Shady link-building practices include buying links from blog networks, excessive link exchanges, submitting to many low-quality directories, or using automated link generators.
If yes, the toxic backlinks in your profile might not be purely “external” or accidental. They could be a result of those tactics, and thus more likely to draw Google’s ire. In such cases, you should assume those links are hurting or will hurt you, and you should clean them up (even if you haven’t yet gotten a penalty).
If, on the other hand, you’ve never deliberately built any links and all the toxic-looking ones truly came from random sources on the web, the chance that they’re actively hurting you is lower (Google likely filters them out, as it would be unfair to punish you for something you didn’t do). Multiple SEO experts note that Google’s algorithms today ignore most spam by default.
So, the key question is: Are the toxic links in your profile there because of something you did (manipulative SEO), or are they naturally occurring garbage from the Internet? The former is more cause for concern.
In essence, determining if toxic backlinks are harming you is often a process of elimination. Rule out other causes of ranking changes, see if Google has flagged you, and examine the nature of the bad links. If all signs point to those links as the culprit (especially if you’ve been actively building links and might have overdone it), then you likely need to take action (disavow or removal).
But if there’s no concrete evidence and everything else checks out, you might conclude that the toxic backlinks are just being ignored by Google and not significantly affecting your SEO.
Removing or Disavowing Toxic Backlinks

If you identify truly toxic backlinks, you have two main options: try to remove them at the source or disavow them using Google Search Console. Most experts agree that you should not act unless there is clear evidence of harm, such as a manual penalty or a large volume of manipulative links.
Begin with a thorough audit. Separate high-quality links from questionable ones and focus only on the clearly spammy, irrelevant, or unnatural entries. If a toxic link comes from a site you have a relationship with, consider requesting its removal. Otherwise, disavow is the safer route.
Use the disavow tool cautiously. Submit only the worst offenders, ideally at the domain level, and review the list carefully. Google advises disavowing only if your site is under a manual action or if there is a serious risk of penalty. In most cases, Google ignores low-quality links by default.
Disavowing the wrong links can backfire. Some site owners have seen traffic drops after mistakenly cutting off legitimate backlinks. When used correctly, disavow can help recover from penalties, but misuse may harm your SEO.
Conclusion
Toxic backlinks are a concern that looms in the back of many website owners’ minds, but with the right approach, they are a manageable issue.
We’ve learned that toxic backlinks are those bad-quality, rule-breaking links that could hurt your SEO, typically coming from spammy sources or manipulative schemes. They matter because in worst-case scenarios, they can trigger Google penalties or lower your site’s trust.

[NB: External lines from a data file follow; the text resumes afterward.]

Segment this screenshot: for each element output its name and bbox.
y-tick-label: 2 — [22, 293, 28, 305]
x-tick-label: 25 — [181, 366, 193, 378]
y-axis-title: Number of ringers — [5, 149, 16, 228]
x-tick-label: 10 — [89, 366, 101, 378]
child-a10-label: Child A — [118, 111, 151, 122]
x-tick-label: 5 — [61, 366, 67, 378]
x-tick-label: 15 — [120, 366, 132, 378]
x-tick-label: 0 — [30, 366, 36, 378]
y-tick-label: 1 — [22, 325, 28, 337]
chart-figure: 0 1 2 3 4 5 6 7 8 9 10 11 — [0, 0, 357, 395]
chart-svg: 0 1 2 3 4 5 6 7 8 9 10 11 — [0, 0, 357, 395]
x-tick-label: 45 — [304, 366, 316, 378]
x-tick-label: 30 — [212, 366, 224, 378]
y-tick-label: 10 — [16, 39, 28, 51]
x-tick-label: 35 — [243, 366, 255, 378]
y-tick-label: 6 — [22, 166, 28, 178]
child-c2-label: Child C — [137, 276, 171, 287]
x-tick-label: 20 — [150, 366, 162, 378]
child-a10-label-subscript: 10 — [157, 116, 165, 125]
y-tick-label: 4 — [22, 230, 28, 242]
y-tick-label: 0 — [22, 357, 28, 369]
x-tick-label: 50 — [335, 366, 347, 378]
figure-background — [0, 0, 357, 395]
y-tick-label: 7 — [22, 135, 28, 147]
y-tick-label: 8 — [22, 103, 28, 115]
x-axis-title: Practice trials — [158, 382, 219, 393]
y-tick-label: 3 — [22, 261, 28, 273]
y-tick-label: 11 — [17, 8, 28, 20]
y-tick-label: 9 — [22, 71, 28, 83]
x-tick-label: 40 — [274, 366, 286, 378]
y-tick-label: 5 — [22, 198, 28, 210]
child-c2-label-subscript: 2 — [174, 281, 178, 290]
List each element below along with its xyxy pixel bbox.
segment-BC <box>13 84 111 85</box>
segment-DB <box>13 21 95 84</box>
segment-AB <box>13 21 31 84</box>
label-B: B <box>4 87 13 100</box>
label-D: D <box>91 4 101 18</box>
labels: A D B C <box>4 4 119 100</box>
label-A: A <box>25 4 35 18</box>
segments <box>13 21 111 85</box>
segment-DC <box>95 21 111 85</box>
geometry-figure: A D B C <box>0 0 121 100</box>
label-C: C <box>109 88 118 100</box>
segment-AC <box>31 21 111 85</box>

However, the collective wisdom from SEO communities is clear: don’t live in fear of every shady backlink. Use the tools and techniques at your disposal to identify the genuinely harmful links (common signs include low-authority domains, irrelevant or spam-ridden sites, and over-optimized anchors).
Using platforms like Google Search Console, SEMrush, Ahrefs, Moz, and others to shine a light on your backlink profile, but always apply human judgment to what those tools tell you.
When it comes to taking action, focus on meaningful interventions – clean up links that are truly toxic, especially if you have evidence they’re hurting your site (such as a manual action notice or a known history of black-hat link building). The disavow tool is there for those heavy situations, but experts advise using it sparingly and wisely.
Many community members have shared that Google often sorts out minor bad links on its own, so you should spend your time creating great content and earning good links rather than obsessing over every spam link that pops up.